Chinese Humanoid Production Has Crossed the Mass-Manufacturing Threshold AgiBot hitting 10,000 units, Unitree preparing a profitable IPO, and the Foshan automated production line all confirm that Chinese manufacturers have moved decisively from prototyping to factory-scale output. South Korea's KIMM formally designating 2026 as 'Year One of Humanoid Commercialization' adds a policy dimension. Cost curves are bending faster than Western competitors anticipated.
Mega-Capital Is Concentrating Around Physical AI Infrastructure Eclipse's $1.3B fund, Spirit AI's $420M in 30 days, D-Robotics' $270M Series B, Bezos's ~$6.2B Project Prometheus, and Intel joining Terafab collectively signal that institutional capital is treating physical AI as a distinct, fundable category — not a subcategory of software AI. The capital is flowing toward integrated hardware-software platforms, not point solutions.
Open-Source Tools Are Democratizing Embodied AI Development AgiBot's open-source WORLD 2026 dataset and Genie Sim 3.0 platform, Hugging Face's LeRobot v0.5.1 with Unitree fixes, and OpenClaw's ROS2 integration are collectively lowering the barrier to entry for robotics AI research. The data bottleneck that has historically favored well-funded labs is eroding as high-quality datasets and simulation infrastructure become publicly available.

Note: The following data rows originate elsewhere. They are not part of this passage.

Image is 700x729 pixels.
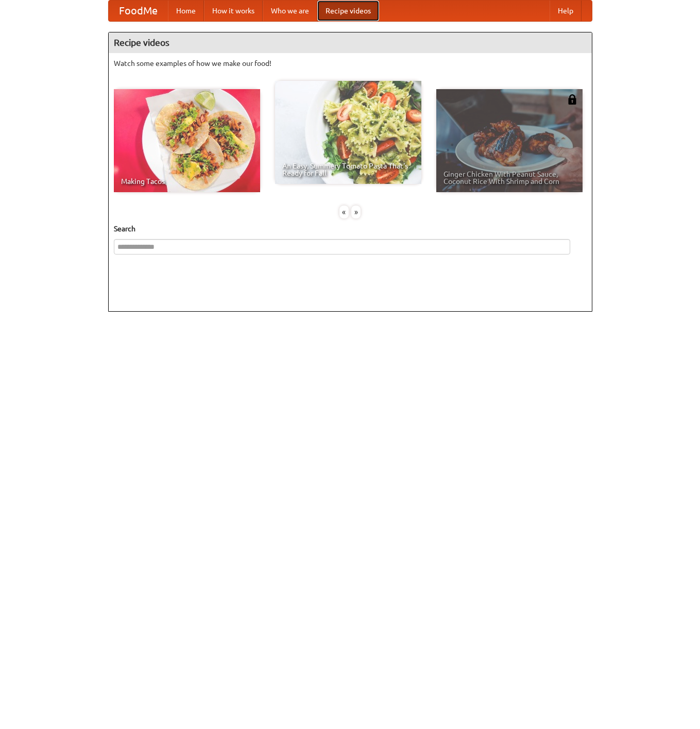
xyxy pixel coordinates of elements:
div: » [351,206,361,218]
span: Making Tacos [121,178,253,185]
a: Recipe videos [318,1,379,21]
a: How it works [204,1,262,21]
span: An Easy, Summery Tomato Pasta That's Ready for Fall [282,162,414,177]
a: FoodMe [109,1,168,21]
a: Who we are [262,1,318,21]
h5: Search [114,223,587,234]
h4: Recipe videos [109,33,592,53]
a: Help [550,1,582,21]
a: Home [168,1,204,21]
a: Making Tacos [114,89,260,192]
p: Watch some examples of how we make our food! [114,58,587,69]
div: « [339,206,349,218]
a: An Easy, Summery Tomato Pasta That's Ready for Fall [275,81,422,184]
img: 483408.png [567,94,578,105]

Inference Economics Are Reshaping Robot Hardware Decisions Tesla's MLIR compiler rewrite yielding 20% latency gains, the training-to-inference chip market shift, and Eclipse's bet on edge AI all point to inference optimization — not raw training compute — as the binding constraint for deployed robots. Specialized inference chips delivering 4.7x better price-performance than NVIDIA GPUs for inference workloads suggest the Jetson-for-everything assumption is under serious pressure.
What to Expect
2026-04-10—IHMC public debut of Alex humanoid robot at Pensacola open house — first live demonstration of the all-electric untethered humanoid.
2026-04-13—MODEX 2026 opens in Atlanta — Delta Electronics, Hai Robotics, Piaggio Fast Forward, and Attabotics/SAVOYE showcasing warehouse automation and autonomous logistics platforms.
2026-04-27—Unitree Robotics IPO on Shanghai Stock Exchange expected — first profitable humanoid robot company to go public, targeting ~$610M raise.